Global Master’s in Development Practice Students meet President of Rwanda

Posted on: 19 August 2011

Rwanda does not intend to live on aid forever

According to the President of Rwanda, Paul Kagame, if global trade was free and fair, developing nations such as Rwanda, would realise three times more income than they currently receive in overseas aid. The President was speaking on August 17 last to graduate students from Trinity and UCD who are in Rwanda as part of the Global Master’s in Development Practice (MDP) programme, funded by the MacArthur Foundation and accredited by the World Bank.

Although not faced with the famine problems of Somalia and other countries in the Horn of Africa, Rwanda still struggles for economic independence and is reliant on overseas aid to survive.

MDP students with President of Rwanda.

The Global MDP Network consists of 23 universities across the world. The TCD/UCD programme works with the National University of Rwanda, Kimmage Manor Centre for Development Studies, the Mary Robinson Foundation-Climate Justice and Trócaire and other partners to deliver the programme. Top students are drawn from engineering, health and natural sciences as well as from the humanities, management and social sciences and the programme provides them with the substantive knowledge and practical skills required to analyse and develop solutions for the multi-dimensional challenges of sustainable development such as extreme poverty, climate change and infectious disease.

As part of their programme, students undertake fieldwork and as well as undertaking projects, get to meet and discuss policy with national leaders such as President Kagame.

“Development is a notoriously complex issue,” stated Professor Patrick Paul Walsh, Co-director of the programme. “Those working in the area need to be cognisant of the economic and political pressures on a country as well as the devastating impact of scourges such as HIV/AIDs, rising food prices and extreme climatic conditions. The comments of President Kagame are both ambitious and realistic but, through programmes such as ours, we are training the next generation of global policy-makers for national governments and international organisations who will be able to make his vision achievable.”

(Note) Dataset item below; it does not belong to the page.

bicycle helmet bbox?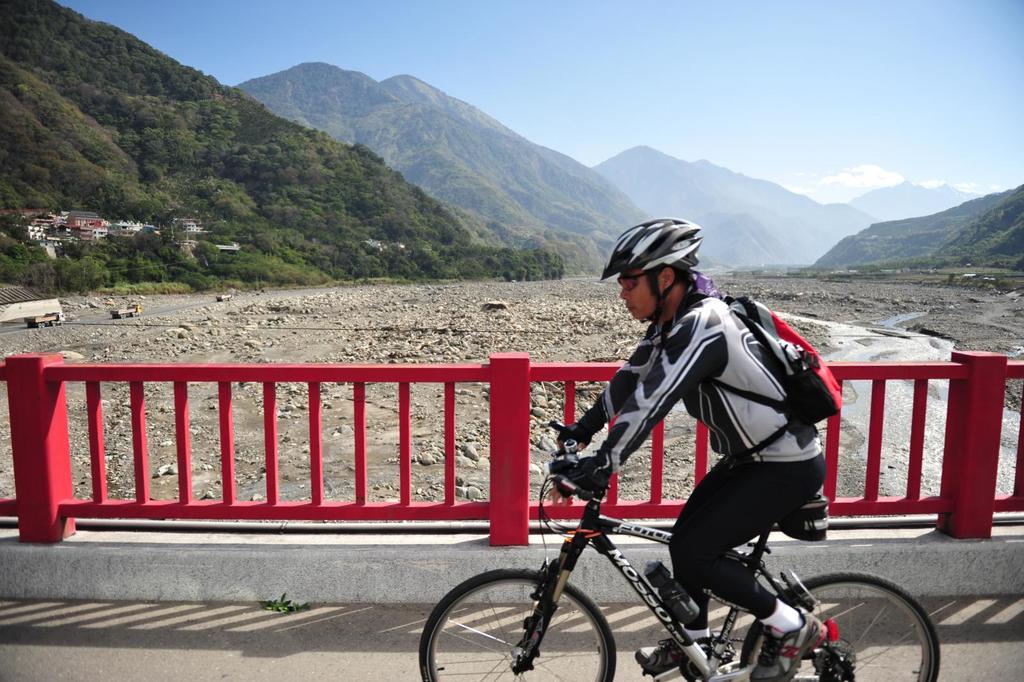
[x1=603, y1=219, x2=701, y2=275]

President Kagame told the students that Rwanda does not intend to live on aid forever and is working towards weaning herself off aid: “As global trade and investments decline, we expect everything else to decline, including aid. Even if the current global financial problems were not there, it is morally wrong to think you can live on aid forever. In Rwanda, we will not say that we don’t need aid, we do, but we want to use the aid we get to build our capacities so that we can ultimately be able to stand on our own,” President Kagame observed.

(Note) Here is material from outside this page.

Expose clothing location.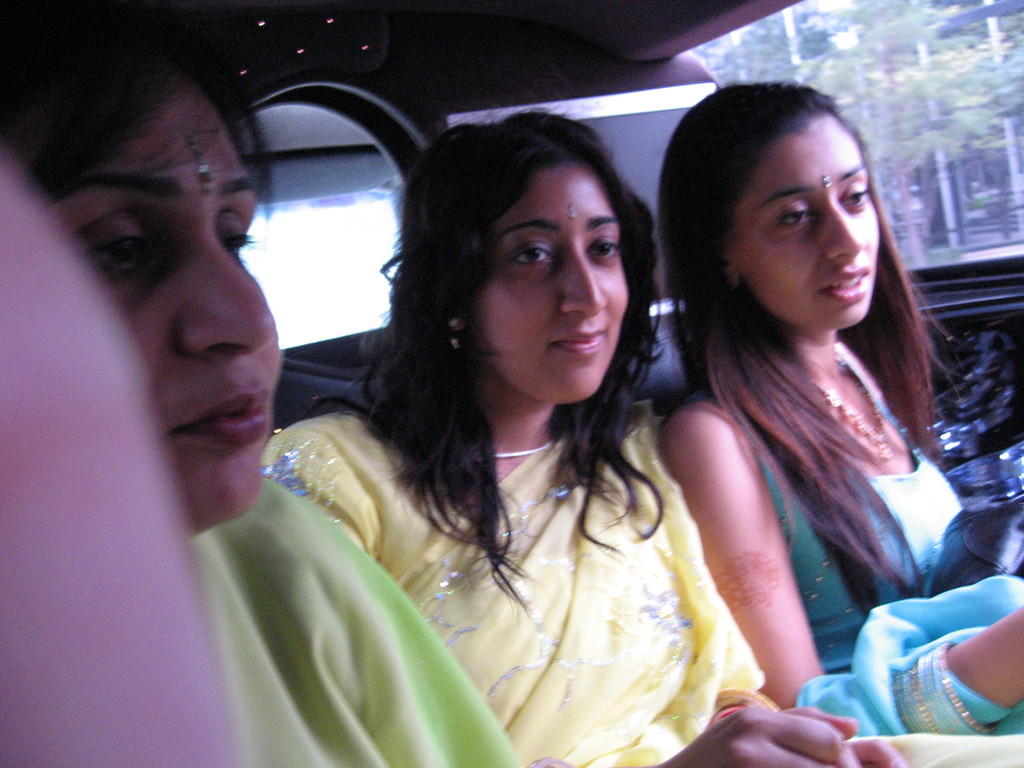
Exposed at <region>194, 477, 524, 767</region>.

“Rwanda is one of the countries in Africa making rapid progress towards the achievement of the United Nations Millennium Development Goals, in addition to other initiatives such as rolling out fibre optic cable across the country to allow internet connectivity. Our students will contribute to the achievement of the MDGs in Rwanda and elsewhere through their practically focussed projects and in their future careers. This programme shows what can be achieved through international cooperation. We are proud of their efforts and look forward to their future achievements in the struggle against global poverty,” stated Dr Pádraig Carmody, TCD-UCD Masters in Development Practice Coordinator, School of Natural Sciences, TCD.

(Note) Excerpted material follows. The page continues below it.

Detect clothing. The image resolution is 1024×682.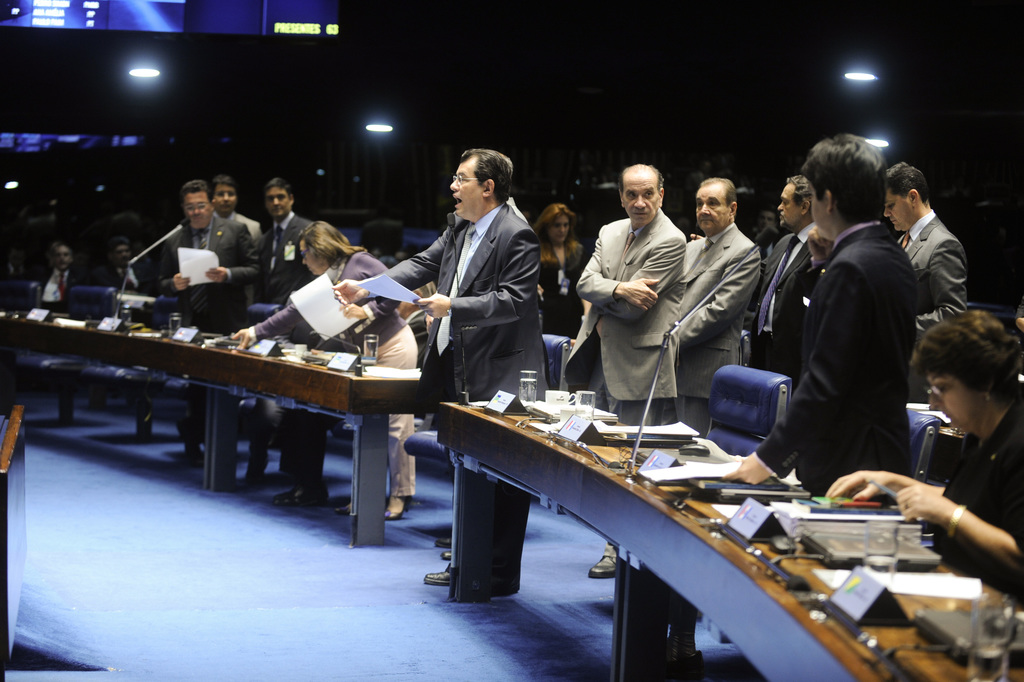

Commenting on the programme, MDP Field Training Programmes Director, Dr Joseph Assan, School of Natural Sciences, TCD stated: “The MDP field placement and clinical training programme in Rwanda has allowed the 20 MDP students to work on individual projects which address issues of practical development concern that have been identified by partner development organisations operating in Rwanda. This approach has enabled the students to formulate and implement projects that have direct relevance to Rwanda’s national poverty reduction programme and its vision to become a middle-income country by 2020. Working with high profile national and international development organisations has also helped the students to apply some of the conceptual approaches and theoretical frameworks taught in the classroom, thus ensuring that the students receive the needed exposure as future development practitioners and have the experience and profile necessary for securing employment upon graduation”.

The first cohort of 20 students on the TCD-UCD Master’s in Development Practice has spent the past three months in Rwanda, hosted by the National University of Rwanda.  Their time in Rwanda has been largely spent designing and implementing real-world operational sustainability interventions that address critical environment, health, development and livelihood threats in collaboration with Rwanda-based partners, including CARE International, Millennium Village Project, the Great Apes Trust and Rwanda National Parks. These interventions are distributed throughout Rwanda.

The students will return to Dublin in September for the academic year and then spend next summer on internships with major international development and development-related organisations in Geneva.

While half of the students are Irish the other students originate from Afghanistan, Brazil, Kenya, Tanzania, Uganda, Canada, the USA, France and Sweden.